Of course, there are many differences between the Kochs and the Clintons. For one, the Kochs have spent their fortune in aid of a singular ideological goal – shrinking the government, when not shutting it down altogether. The Clintons, on the other hand, are skilled politicians exactly because their worldview is so muddy. If one were pressed, one could say that the Clintons believe in both governmental controls on the economy and free markets, diplomacy and military might. It’s the ideological equivalent of a Rorschach test – any interpretation of it is correct.
For another, the Brocktopus is far less effective, comprehensive and methodical than anything devised by the Kochs. This may be a function of the Clintons’ aggressive centrism – no one wants to fund think tanks devoted to the status quo or to enroll in a college center that teaches a diffuse and shifting ideology. More than that, the Clintons have never seemed all that preoccupied with victory for their vision, whatever that might be. In the 1990s, Bill was more than willing to throw his supporters under the bus. We remember the Sista Souljah moment, but it went beyond the humiliation of Jesse Jackson at that Rainbow Coalition dinner in 1992. He ignored labor’s objections when he signed NAFTA and negotiated America’s role in the World Trade Organization; he spat in the face of poverty advocates by campaigning on a promise to end welfare as we knew it; he turned his back on the gay community by signing Don’t Ask Don’t Tell and the Defense of Marriage Act.
Hillary, this time around, is proudly touting endorsements from Republicans like John Negroponte, the director of national intelligence under George W. Bush, strongly undermining any claim she might make to solicitude for civil liberties.
This is all to say that ideological purity has no place in the equation for the Clintons or in the network supporting them. Unlike the Kochtopus, the Brocktopus has no prey.

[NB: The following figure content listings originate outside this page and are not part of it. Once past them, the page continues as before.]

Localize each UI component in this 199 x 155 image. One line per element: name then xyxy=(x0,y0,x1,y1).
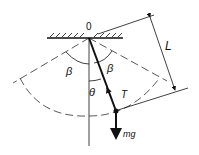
beta-left-arc xyxy=(66,52,89,64)
length-dimension xyxy=(150,17,175,90)
theta-arc xyxy=(89,79,101,81)
dimension-extension-bottom xyxy=(118,88,188,110)
beta-right-label: β xyxy=(106,62,114,74)
pendulum-diagram: 0 T mg β β θ L xyxy=(0,0,199,155)
dimension-extension-top xyxy=(98,15,154,34)
length-label: L xyxy=(165,39,172,53)
tension-label: T xyxy=(121,89,128,100)
beta-left-label: β xyxy=(65,65,73,77)
weight-label: mg xyxy=(123,129,136,139)
theta-label: θ xyxy=(89,86,95,98)
pivot-label: 0 xyxy=(86,21,92,32)
string xyxy=(89,38,116,111)
right-extreme-line xyxy=(89,38,167,81)
ceiling xyxy=(47,33,123,38)
left-extreme-line xyxy=(13,38,89,83)
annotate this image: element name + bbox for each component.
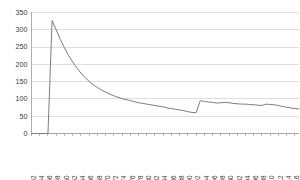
- ytick-label: 0: [24, 129, 28, 138]
- xtick-label: 2016: [293, 175, 300, 180]
- chart-container: 050100150200250300350 195219541956195819…: [0, 0, 300, 180]
- xtick-label: 2006: [252, 175, 259, 180]
- ytick-label: 300: [16, 25, 28, 34]
- xtick-label: 1976: [129, 175, 136, 180]
- xtick-label: 1956: [46, 175, 53, 180]
- xtick-label: 1958: [54, 175, 61, 180]
- xtick-label: 1960: [63, 175, 70, 180]
- ytick-label: 150: [16, 77, 28, 86]
- xtick-label: 1982: [153, 175, 160, 180]
- ytick-label: 200: [16, 60, 28, 69]
- xtick-label: 1966: [87, 175, 94, 180]
- xtick-label: 1984: [161, 175, 168, 180]
- xtick-labels-group: 1952195419561958196019621964196619681970…: [30, 175, 300, 180]
- xtick-label: 2012: [277, 175, 284, 180]
- ytick-label: 100: [16, 94, 28, 103]
- xtick-label: 2008: [260, 175, 267, 180]
- xtick-label: 1968: [96, 175, 103, 180]
- xtick-label: 1978: [137, 175, 144, 180]
- ytick-labels-group: 050100150200250300350: [16, 8, 28, 138]
- xtick-label: 2004: [244, 175, 251, 180]
- gridlines-group: [32, 13, 300, 134]
- xtick-label: 1964: [79, 175, 86, 180]
- xtick-label: 1990: [186, 175, 193, 180]
- xtick-label: 1996: [211, 175, 218, 180]
- xtick-label: 1994: [203, 175, 210, 180]
- xtick-label: 1962: [71, 175, 78, 180]
- xtick-label: 2002: [236, 175, 243, 180]
- xtick-label: 1972: [112, 175, 119, 180]
- xtick-label: 1998: [219, 175, 226, 180]
- ytick-label: 50: [20, 112, 28, 121]
- data-series-line: [32, 20, 300, 133]
- xtick-label: 1980: [145, 175, 152, 180]
- axes-group: [32, 12, 300, 134]
- xtick-label: 2000: [227, 175, 234, 180]
- xtick-label: 1952: [30, 175, 37, 180]
- xtick-label: 2010: [268, 175, 275, 180]
- ytick-label: 350: [16, 8, 28, 17]
- ytick-label: 250: [16, 42, 28, 51]
- xtick-label: 1986: [170, 175, 177, 180]
- xtick-label: 1992: [194, 175, 201, 180]
- xtick-label: 1974: [120, 175, 127, 180]
- xtick-label: 1970: [104, 175, 111, 180]
- xtick-label: 1988: [178, 175, 185, 180]
- line-chart: 050100150200250300350 195219541956195819…: [0, 0, 300, 180]
- xtick-label: 2014: [285, 175, 292, 180]
- xtick-label: 1954: [38, 175, 45, 180]
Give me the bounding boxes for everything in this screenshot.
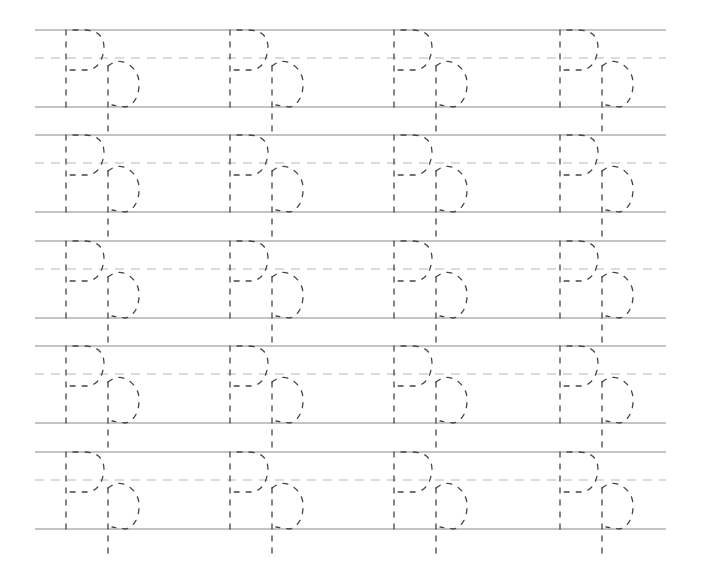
lowercase-p-bowl-trace xyxy=(602,377,633,423)
uppercase-p-trace xyxy=(560,135,598,212)
uppercase-p-trace xyxy=(560,452,598,529)
lowercase-p-bowl-trace xyxy=(108,166,139,212)
uppercase-p-trace xyxy=(230,30,268,107)
lowercase-p-bowl-trace xyxy=(108,61,139,107)
uppercase-p-trace xyxy=(394,452,432,529)
lowercase-p-bowl-trace xyxy=(436,61,467,107)
lowercase-p-bowl-trace xyxy=(272,483,303,529)
lowercase-p-bowl-trace xyxy=(108,377,139,423)
lowercase-p-bowl-trace xyxy=(436,377,467,423)
lowercase-p-bowl-trace xyxy=(272,166,303,212)
uppercase-p-trace xyxy=(230,135,268,212)
uppercase-p-trace xyxy=(66,241,104,318)
uppercase-p-trace xyxy=(66,346,104,423)
uppercase-p-trace xyxy=(560,241,598,318)
uppercase-p-trace xyxy=(66,135,104,212)
uppercase-p-trace xyxy=(560,346,598,423)
lowercase-p-bowl-trace xyxy=(602,272,633,318)
uppercase-p-trace xyxy=(230,346,268,423)
lowercase-p-bowl-trace xyxy=(436,483,467,529)
uppercase-p-trace xyxy=(560,30,598,107)
lowercase-p-bowl-trace xyxy=(272,272,303,318)
lowercase-p-bowl-trace xyxy=(436,166,467,212)
uppercase-p-trace xyxy=(66,452,104,529)
lowercase-p-bowl-trace xyxy=(602,166,633,212)
uppercase-p-trace xyxy=(394,346,432,423)
lowercase-p-bowl-trace xyxy=(272,377,303,423)
lowercase-p-bowl-trace xyxy=(272,61,303,107)
lowercase-p-bowl-trace xyxy=(436,272,467,318)
uppercase-p-trace xyxy=(394,135,432,212)
handwriting-worksheet xyxy=(0,0,701,582)
uppercase-p-trace xyxy=(230,241,268,318)
lowercase-p-bowl-trace xyxy=(108,483,139,529)
uppercase-p-trace xyxy=(230,452,268,529)
uppercase-p-trace xyxy=(66,30,104,107)
uppercase-p-trace xyxy=(394,30,432,107)
worksheet-canvas xyxy=(0,0,701,582)
lowercase-p-bowl-trace xyxy=(602,61,633,107)
lowercase-p-bowl-trace xyxy=(108,272,139,318)
lowercase-p-bowl-trace xyxy=(602,483,633,529)
uppercase-p-trace xyxy=(394,241,432,318)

But it’s worth thinking about the consequences of a network, responsive only to the Clintons but claiming to represent the left, that is under control of so few people with such great power to inform discourse about liberal politics. Throughout the Democratic primary, we leftists had a serious debate about what constitutes progressive thought. But a group of very powerful people had a ready answer – it was whatever the Clintons said was progressive. And they are the people who write the reports, get invited on to CNN, decide which ethics complaints to file against which congressmen and publish the articles and op-eds that claim to represent progressive thought.
This is a problem for which I have no solution, but it’s one that we all should keep in mind as we move closer to an administration controlled by these people.